Business and cats. Two of my favorite things.
It's certainly worth a giggle when you have a break today. If you like it you can thank @noseandmouth for sharing.
http://www.businesscat.happyjar.com/
While Dawkins was certainly he certainly had a point when it came to the use of the term "invention," he missed the point of the controversy entirely.
And even when it comes to Ahmed's usage of "invention," there are plenty of far simpler words that we don't expect a nine year old to use correctly, so were I Dawkins, I'd have given him a pass.
http://ti.me/1LIeCsH
A common trope among future-based sci-fi is the ability to quickly scan or analyse blood for "known contagions" or stuff like that. It's a capability for which details are often glossed over but in fact, it's rather hard. Today one needs to take a blood sample for each and every test they want to run to check for... anything. There's no one way to scan for "everything."
But that's changing. And in an age where each of the above-mentioned tests is expensive and insurance companies, governments and consumers alike are trying to lower costs and use preventive, rather than reactive measures to keep people healthy, a woman named Elizabeth Holmes just made a breakthrough.
This tech may be worthy of the physiology Nobel Prize.
Previously pollsters theorized that the world's Muslim population would exceed that of Christians by 2050. But if this report is correct, the inflection point may change.

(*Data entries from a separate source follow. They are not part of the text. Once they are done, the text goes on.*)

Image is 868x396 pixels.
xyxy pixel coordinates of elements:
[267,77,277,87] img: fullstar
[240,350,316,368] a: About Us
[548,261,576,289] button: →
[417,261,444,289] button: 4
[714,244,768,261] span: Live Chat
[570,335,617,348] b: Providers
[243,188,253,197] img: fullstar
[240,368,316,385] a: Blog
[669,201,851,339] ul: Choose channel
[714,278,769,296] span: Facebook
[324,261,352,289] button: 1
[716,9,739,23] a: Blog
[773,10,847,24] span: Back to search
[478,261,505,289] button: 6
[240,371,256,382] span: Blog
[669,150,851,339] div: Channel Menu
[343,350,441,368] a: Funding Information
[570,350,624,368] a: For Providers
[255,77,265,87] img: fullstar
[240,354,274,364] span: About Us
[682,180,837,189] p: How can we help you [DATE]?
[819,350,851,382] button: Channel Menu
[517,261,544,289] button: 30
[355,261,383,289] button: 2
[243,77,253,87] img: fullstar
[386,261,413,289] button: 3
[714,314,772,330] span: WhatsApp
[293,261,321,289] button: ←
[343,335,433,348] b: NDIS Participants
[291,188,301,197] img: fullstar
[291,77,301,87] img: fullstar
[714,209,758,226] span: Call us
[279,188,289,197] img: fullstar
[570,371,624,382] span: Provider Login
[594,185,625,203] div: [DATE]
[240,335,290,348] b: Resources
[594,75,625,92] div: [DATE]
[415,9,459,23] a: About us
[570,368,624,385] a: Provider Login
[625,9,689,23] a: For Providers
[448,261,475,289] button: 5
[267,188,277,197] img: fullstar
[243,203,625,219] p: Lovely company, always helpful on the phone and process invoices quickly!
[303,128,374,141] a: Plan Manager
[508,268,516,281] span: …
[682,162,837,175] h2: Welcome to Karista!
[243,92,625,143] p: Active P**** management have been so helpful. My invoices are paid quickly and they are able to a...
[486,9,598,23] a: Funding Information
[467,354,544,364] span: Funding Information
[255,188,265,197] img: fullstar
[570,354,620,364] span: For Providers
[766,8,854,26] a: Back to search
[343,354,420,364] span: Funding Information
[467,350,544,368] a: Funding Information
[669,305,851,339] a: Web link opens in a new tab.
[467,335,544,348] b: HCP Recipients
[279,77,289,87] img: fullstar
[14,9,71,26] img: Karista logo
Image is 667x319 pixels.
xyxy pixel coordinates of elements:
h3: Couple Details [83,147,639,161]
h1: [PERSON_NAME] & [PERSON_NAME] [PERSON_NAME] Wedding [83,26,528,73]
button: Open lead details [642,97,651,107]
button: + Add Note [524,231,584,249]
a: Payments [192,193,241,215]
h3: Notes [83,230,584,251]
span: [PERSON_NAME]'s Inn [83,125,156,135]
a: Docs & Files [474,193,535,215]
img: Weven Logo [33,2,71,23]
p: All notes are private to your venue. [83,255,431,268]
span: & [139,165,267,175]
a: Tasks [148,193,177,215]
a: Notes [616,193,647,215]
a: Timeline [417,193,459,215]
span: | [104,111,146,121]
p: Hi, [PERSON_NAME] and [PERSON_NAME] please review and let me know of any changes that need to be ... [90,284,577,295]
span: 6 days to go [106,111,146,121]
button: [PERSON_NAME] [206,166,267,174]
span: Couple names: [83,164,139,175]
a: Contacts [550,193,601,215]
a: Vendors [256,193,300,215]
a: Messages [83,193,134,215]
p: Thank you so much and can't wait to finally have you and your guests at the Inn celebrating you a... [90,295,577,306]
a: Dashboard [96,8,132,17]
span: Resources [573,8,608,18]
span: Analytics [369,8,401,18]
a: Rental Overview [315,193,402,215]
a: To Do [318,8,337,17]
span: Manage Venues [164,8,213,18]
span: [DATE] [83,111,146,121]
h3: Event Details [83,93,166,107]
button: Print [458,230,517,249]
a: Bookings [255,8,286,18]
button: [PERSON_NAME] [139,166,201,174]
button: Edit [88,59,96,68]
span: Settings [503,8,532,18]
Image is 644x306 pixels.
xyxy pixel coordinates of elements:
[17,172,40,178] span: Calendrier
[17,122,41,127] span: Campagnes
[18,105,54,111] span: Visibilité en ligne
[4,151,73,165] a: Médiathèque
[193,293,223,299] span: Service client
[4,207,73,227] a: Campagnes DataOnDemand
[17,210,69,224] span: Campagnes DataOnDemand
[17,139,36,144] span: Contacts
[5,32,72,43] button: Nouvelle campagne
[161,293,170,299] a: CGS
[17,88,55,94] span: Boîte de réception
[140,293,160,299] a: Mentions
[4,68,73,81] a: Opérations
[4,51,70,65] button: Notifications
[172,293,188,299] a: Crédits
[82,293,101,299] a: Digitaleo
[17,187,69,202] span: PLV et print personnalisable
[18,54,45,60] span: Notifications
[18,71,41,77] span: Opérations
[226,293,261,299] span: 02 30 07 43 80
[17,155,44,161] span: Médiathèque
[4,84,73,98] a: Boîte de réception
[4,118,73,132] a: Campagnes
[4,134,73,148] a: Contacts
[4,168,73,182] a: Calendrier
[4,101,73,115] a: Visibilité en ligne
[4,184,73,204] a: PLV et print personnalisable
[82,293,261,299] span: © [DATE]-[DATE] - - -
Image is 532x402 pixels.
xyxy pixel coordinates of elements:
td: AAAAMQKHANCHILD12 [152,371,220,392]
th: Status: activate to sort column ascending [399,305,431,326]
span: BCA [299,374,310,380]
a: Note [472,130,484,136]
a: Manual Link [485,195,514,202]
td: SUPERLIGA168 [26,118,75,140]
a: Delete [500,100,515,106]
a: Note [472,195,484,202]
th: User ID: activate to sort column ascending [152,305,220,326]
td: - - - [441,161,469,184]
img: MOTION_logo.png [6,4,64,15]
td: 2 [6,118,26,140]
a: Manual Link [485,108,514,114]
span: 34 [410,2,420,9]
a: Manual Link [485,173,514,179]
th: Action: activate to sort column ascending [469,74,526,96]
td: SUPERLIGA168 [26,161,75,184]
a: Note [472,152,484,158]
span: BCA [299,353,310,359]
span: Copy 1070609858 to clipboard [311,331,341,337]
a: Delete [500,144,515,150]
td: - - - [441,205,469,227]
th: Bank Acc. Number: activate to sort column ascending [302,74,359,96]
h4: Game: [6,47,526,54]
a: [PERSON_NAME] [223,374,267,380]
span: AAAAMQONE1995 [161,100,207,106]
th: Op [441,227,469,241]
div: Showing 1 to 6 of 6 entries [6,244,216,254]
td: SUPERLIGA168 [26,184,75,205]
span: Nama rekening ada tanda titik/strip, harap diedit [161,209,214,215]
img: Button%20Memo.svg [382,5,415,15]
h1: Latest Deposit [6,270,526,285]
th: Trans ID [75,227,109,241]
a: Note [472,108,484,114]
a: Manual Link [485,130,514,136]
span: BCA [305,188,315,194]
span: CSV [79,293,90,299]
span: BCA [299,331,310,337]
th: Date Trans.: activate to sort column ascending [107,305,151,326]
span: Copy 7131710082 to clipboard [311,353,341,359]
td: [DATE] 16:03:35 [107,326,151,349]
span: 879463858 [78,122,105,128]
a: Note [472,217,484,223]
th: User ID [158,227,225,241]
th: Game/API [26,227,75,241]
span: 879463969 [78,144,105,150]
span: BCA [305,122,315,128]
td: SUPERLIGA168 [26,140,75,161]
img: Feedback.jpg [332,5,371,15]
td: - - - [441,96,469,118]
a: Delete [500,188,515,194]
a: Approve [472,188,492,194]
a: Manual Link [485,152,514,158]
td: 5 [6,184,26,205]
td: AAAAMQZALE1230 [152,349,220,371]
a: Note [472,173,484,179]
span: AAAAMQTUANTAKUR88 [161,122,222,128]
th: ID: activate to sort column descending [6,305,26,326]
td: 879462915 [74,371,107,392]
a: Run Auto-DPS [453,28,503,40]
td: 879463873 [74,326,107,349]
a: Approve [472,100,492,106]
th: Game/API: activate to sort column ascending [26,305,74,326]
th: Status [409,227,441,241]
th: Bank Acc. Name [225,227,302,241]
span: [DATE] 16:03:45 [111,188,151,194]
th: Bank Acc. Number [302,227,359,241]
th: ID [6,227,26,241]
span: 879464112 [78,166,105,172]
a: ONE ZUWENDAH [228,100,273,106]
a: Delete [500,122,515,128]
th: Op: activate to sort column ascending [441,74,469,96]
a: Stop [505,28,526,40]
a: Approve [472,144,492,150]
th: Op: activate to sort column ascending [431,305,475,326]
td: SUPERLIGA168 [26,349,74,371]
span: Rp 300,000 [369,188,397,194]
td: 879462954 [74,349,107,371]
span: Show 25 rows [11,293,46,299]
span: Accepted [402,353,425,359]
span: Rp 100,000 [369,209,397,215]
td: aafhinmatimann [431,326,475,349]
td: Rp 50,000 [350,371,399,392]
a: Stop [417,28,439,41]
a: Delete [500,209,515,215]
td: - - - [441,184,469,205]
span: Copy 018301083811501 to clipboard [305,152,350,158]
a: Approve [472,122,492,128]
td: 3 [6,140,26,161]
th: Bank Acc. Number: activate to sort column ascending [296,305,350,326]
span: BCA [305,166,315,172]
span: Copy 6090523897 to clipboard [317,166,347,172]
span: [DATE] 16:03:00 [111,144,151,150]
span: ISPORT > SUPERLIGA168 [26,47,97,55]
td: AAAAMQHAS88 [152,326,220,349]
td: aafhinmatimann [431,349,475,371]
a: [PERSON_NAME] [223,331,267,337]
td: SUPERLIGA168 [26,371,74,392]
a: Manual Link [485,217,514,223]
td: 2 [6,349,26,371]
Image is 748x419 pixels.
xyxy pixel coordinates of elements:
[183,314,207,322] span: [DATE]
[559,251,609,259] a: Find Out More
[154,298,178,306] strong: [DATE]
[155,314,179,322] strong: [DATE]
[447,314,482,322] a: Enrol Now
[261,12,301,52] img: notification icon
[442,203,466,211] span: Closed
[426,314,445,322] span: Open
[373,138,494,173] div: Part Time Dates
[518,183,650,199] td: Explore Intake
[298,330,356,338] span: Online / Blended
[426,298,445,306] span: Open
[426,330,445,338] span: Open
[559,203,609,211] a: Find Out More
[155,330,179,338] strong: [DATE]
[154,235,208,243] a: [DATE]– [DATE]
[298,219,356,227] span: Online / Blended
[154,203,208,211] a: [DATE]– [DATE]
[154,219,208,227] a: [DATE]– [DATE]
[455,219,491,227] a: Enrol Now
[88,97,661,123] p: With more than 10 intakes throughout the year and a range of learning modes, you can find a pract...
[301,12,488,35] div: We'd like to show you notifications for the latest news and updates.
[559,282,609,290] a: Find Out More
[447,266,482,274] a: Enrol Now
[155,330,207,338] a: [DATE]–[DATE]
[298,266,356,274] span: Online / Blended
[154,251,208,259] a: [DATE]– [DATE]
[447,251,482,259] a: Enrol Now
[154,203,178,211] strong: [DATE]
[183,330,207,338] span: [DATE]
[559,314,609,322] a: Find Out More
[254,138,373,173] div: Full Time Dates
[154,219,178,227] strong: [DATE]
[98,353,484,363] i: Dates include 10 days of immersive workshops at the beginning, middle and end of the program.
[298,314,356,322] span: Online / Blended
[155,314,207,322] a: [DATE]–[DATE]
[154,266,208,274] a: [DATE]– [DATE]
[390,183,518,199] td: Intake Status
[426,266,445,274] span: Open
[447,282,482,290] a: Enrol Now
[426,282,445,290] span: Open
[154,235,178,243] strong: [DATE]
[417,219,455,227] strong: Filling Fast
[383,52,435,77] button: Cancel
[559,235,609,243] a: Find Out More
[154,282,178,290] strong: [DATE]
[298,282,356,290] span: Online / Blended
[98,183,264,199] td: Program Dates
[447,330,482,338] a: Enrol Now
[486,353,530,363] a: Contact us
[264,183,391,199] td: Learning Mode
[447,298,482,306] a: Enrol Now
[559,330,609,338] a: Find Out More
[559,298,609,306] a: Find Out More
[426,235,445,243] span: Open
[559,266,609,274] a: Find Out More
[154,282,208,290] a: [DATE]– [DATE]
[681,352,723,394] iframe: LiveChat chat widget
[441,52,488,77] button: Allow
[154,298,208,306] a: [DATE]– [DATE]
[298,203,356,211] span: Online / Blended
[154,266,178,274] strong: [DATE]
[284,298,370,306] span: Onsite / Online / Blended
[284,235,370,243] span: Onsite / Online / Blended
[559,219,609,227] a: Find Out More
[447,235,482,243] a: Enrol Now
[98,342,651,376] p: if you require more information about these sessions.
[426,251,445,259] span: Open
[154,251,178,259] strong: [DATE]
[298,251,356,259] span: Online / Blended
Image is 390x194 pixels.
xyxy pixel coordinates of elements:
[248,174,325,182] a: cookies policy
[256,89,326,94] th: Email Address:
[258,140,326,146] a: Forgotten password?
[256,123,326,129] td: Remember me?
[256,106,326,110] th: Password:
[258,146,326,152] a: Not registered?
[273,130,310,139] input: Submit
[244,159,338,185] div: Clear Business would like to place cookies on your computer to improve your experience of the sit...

Either it'll be well before that as muslim refugees in Europe find opportunities that weren't otherwise available to them and then procreate prolifically. Or it could be well after as a significant amount of the world's Muslim population finds shelter in Europe and is confronted with the economic realities of raising large families in the developed West.
Either way, Europe stands to gain with this influx of muslim immigration.
Shameful. Makes one wonder whether other automakers are engaging in the same blatant mistruths.
Also pretty absurd. How long did they think they'd be able to carry on this charade? Given the design runway of automobiles, five years seems just about the right amount of time for when a scheme like this will run out of luck.
Apple's Upgrade Program has the potential to set off a bunch of change in the mobile device space: not the least of which is a carrier pricing war in the form of a race to the bottom. And that may be a good thing.
My detailed thoughts are chronicled here, courtesy of GigaOM.
Steve Jobs "thermonuclear war" against Android has yet to be extinguished as courts continue to resolve whether Samsung cheated by stealing Apple's intellectual property in order to gain their spot as the world's number 2 mobile phone maker (by profit).
If the war is still hot or even lukewarm, this is a warmth of attrition. Both companies have moved on. The devices subject to injunction certainly got Samsung noticed and on the path to where they are today, but they're barely in production, if at all, with extant devices moving about the overseas grey market, rather than the Stateside retail space. It's a moral victory for Apple; and while it's not exactly a pyrrhic one, we do have to wonder if the juice (hit to PR, costs, resources, focus) was worth the squeeze.
The commercializations of space travel is not without its hiccups.
The good news here is that "blame the government" isn't an option. Just because you put something in the private sector doesn't mean it's going to be cheaper or more efficient, or both.
PRIETO 3D LITHIUM-ION BATTERY TECHNOLOGY
Prieto is poised to commercialize a battery that will deliver transfomational performance.